Monday, December 31, 2012

on my bookshelf : late fall/winter

Get ready for some good ones, folks.  These first two books rank VERY high for me.


Finally Kate Morton's new book is out!  And the awesome thing about reading on my Kindle app is that I don't have to lug around a hardback book.  Score!  So, we all know how much I love Kate Morton's books.  This one didn't disappoint.  She keeps you guessing until the very end, which I absolutely love (and, my guessing how it would end was right, for the record).  Switching back and forth from present day to 1941, this book is the story of a woman trying to unravel a mystery from her own childhood and the mysterious background of her mother.
Favorite quote:
"The landscape of one's childhood was more vibrant than any other.  It didn't matter where it as or what it looked like, the sights and sounds imprinted differently from those encountered later.  They became a part of a person, inescapable."

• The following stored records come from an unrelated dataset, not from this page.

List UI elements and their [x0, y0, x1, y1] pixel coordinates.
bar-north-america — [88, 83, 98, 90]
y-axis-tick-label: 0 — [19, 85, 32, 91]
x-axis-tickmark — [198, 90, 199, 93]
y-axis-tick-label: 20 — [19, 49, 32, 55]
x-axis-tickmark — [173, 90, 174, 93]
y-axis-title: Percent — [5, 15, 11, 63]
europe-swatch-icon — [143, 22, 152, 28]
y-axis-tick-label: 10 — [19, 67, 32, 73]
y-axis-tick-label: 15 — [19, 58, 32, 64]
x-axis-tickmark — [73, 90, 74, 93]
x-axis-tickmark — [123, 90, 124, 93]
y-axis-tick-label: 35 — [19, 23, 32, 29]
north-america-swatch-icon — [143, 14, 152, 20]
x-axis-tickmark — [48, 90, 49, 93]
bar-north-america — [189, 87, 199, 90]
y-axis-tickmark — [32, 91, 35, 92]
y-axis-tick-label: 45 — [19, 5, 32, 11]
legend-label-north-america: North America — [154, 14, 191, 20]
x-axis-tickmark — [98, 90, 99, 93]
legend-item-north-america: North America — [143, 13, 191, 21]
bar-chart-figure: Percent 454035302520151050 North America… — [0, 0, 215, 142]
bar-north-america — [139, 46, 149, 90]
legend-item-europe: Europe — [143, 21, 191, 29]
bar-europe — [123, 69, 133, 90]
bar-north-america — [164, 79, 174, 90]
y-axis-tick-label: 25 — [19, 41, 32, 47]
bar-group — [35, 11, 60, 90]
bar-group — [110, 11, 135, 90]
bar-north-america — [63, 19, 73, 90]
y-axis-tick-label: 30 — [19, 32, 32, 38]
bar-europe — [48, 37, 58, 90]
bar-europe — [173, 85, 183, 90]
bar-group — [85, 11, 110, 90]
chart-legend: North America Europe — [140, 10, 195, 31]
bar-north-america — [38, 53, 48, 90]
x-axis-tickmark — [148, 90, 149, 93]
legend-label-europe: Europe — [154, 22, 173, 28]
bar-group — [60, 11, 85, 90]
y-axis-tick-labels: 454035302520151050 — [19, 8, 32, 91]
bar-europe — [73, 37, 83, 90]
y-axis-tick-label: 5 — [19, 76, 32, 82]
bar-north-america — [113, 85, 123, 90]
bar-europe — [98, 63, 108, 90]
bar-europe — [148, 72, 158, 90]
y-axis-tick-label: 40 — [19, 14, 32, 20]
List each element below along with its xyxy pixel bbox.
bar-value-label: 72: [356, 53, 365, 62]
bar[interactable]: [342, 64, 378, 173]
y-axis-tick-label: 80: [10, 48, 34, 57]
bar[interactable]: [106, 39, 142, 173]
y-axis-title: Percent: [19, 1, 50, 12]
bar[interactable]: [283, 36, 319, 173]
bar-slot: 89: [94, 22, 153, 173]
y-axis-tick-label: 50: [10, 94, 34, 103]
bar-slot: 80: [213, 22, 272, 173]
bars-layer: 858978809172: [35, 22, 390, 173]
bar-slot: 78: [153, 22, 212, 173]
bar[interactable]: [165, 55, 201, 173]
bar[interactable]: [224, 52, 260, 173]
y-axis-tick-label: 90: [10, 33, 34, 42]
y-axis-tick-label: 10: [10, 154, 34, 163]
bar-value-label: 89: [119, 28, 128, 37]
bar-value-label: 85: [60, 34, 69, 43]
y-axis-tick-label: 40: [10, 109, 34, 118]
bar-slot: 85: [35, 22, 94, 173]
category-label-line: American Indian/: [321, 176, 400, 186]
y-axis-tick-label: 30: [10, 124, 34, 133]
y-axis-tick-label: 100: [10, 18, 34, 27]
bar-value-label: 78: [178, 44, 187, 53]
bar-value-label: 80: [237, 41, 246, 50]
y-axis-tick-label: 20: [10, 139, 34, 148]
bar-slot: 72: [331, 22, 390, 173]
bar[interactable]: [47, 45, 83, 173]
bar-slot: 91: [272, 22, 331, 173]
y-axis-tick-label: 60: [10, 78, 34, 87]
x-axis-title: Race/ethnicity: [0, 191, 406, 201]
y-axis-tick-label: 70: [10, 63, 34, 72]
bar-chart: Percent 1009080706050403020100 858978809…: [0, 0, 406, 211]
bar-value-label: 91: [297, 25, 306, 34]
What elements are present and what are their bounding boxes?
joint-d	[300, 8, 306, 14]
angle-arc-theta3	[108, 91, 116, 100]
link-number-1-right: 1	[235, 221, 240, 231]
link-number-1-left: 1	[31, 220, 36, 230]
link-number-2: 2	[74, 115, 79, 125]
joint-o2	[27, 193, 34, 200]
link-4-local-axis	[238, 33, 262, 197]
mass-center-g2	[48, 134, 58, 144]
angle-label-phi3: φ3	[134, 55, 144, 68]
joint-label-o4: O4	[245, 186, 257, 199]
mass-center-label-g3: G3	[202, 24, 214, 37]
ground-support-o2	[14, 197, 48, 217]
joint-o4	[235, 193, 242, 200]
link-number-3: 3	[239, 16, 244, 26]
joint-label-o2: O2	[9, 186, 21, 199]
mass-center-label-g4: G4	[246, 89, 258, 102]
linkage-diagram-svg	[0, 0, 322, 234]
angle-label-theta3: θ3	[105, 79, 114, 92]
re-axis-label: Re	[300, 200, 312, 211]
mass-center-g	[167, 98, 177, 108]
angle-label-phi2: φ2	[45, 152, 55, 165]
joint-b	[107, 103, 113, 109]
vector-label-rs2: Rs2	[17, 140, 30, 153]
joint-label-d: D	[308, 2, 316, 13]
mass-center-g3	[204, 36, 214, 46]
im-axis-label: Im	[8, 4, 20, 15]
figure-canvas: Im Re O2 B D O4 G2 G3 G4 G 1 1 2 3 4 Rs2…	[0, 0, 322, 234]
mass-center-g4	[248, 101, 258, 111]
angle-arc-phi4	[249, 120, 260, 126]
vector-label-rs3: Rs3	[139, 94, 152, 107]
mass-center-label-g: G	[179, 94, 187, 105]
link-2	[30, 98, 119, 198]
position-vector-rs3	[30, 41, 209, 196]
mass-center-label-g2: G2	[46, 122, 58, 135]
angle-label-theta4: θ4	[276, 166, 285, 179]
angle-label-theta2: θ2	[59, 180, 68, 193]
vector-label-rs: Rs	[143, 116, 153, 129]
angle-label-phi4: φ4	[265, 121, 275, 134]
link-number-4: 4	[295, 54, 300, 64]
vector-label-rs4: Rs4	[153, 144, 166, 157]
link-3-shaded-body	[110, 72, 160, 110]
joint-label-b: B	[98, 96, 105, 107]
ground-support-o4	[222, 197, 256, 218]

Gaaaaa....I wish this book had never ended.  This book is the 2nd in Follett's Century Trilogy.  (Speaking of, did I ever write about the first book, Fall of Giants? I don't think so -- read it first for SURE!)  This book picks up right were the first left off, with the same characters and their children too.  That's a lot of people to keep up with (in a very good way)!  At the same time fascinating and terrifying, the way most WWII books are, it was hard to put it down.  When I say terrifying, I mean that I really couldn't read some pages.  It's like a scary movie, where you can't watch the screen.  Ack.  But, as always, Follett's characters are way more smart, brave, and heroic than the average person.  Over the top?  Maybe.  But boring characters make boring stories...
Favorite quote:
“Why was it, Lloyd wondered, that the people who wanted to destroy everything good about their country were the quickest to wave the national flag?” 


Speaking of interesting characters, each one in this story will break your heart.  So slightly hard (depressing) to read, but still worth reading.
Favorite Quote:
"Why was it that in cases of real love the one who is left does not more often follow the beloved by suicide?...p\Perhaps, when there is love, the widowed must stay for the resurrection of the beloved--so that the one who has gone is not really dead, but grows and is created for a second time in the soul of the living?


 This one was recommended to me by my auntie Carrie, and it is just as interesting as she said it would be!  A death row inmate wants to donate his heart to the sister of the girl he murdered...could this plot be any more complicated?  I'm still reading this one, so don't tell me what happens. :)
Favorite Quote:
"In the space between yes and no, there's a lifetime.  It's the difference between the path you walk and one you leave behind; it's the gap between who you thought you could be and who you really are; it's the legroom for the lies you'll tell yourself in the future.

Not sure what's up next...any suggestions out there?